Magically, his heart ached her ache, and Smith revelled in the depths of the pain they now shared. When their lips connected, he drank her in like a drug, the full range of her complexity and imperfect human emotion tingling in his veins, transcending his program, possessing him. And for the first time since he was activated, Smith knew what it was to be alive.
Fingers in his hair, she kissed him back, pulling his face to her as tears streamed down her cheeks. He disgusted her; his crude program was the manifestation of all she hated, everything she endeavoured to destroy. But his mouth was hot, and his sinewy body sturdy; everything about him was liquid energy. And so, lips to lips, tongue to tongue, she took from him. She took everything she could from him, replenishing herself from his unguarded waters. Even his fingertips, tracing the small of her back, cradling her jaw, burned on her skin, regenerating her strength. God, he felt good.
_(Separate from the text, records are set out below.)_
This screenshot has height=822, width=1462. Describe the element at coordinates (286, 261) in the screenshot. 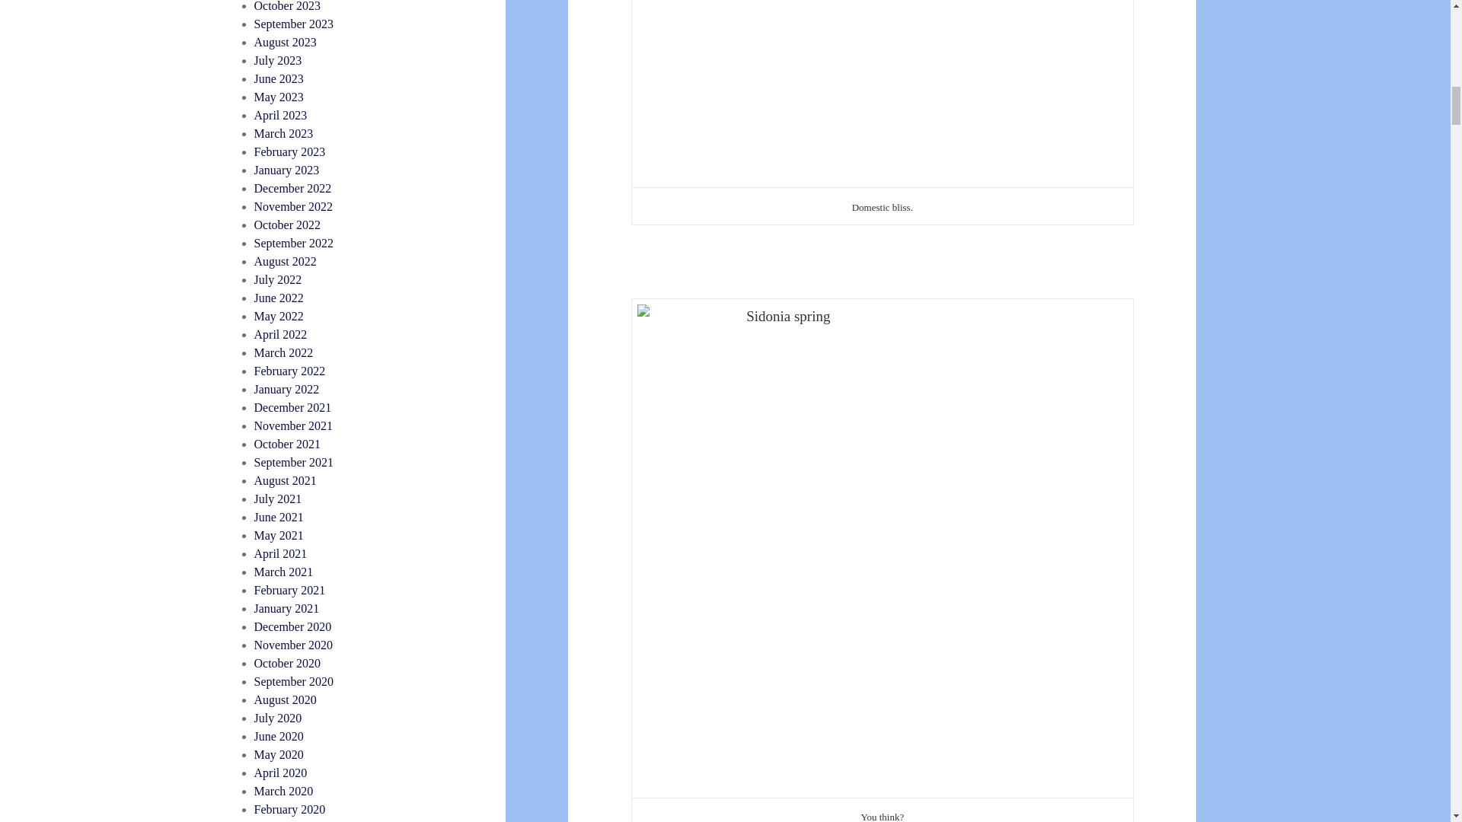

I see `August 2022` at that location.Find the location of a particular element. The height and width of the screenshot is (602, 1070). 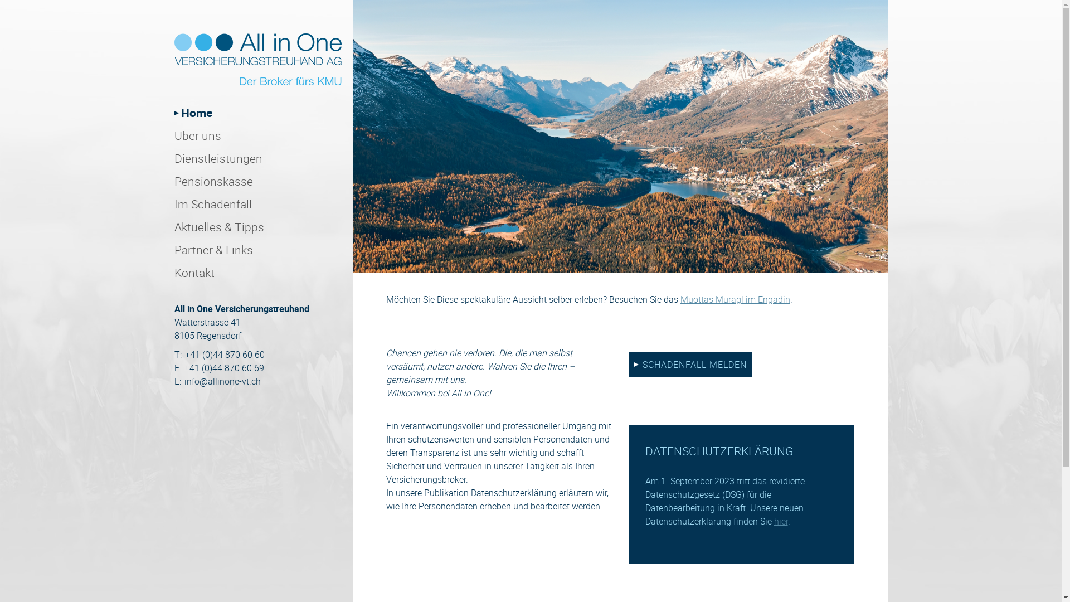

When program and human finally separated, lips swollen and panting from their climactic embrace, they stood in a scattering of white ashes, everything around them scorched by the energy that had bound them together, an energy that was now gone. Smith's arms still held her, but gently, supporting Synergy as she regained her footing.
You will help me. Synergy thought rather than spoke the words, clinging to his shirt with two fists. I do this for us, for the only saveable part of each of us. I know you understand me now.
So be it, was the answer, his submission sounding in her ears like the most perfect music. Let them come to us, Synergy. And let it all be done.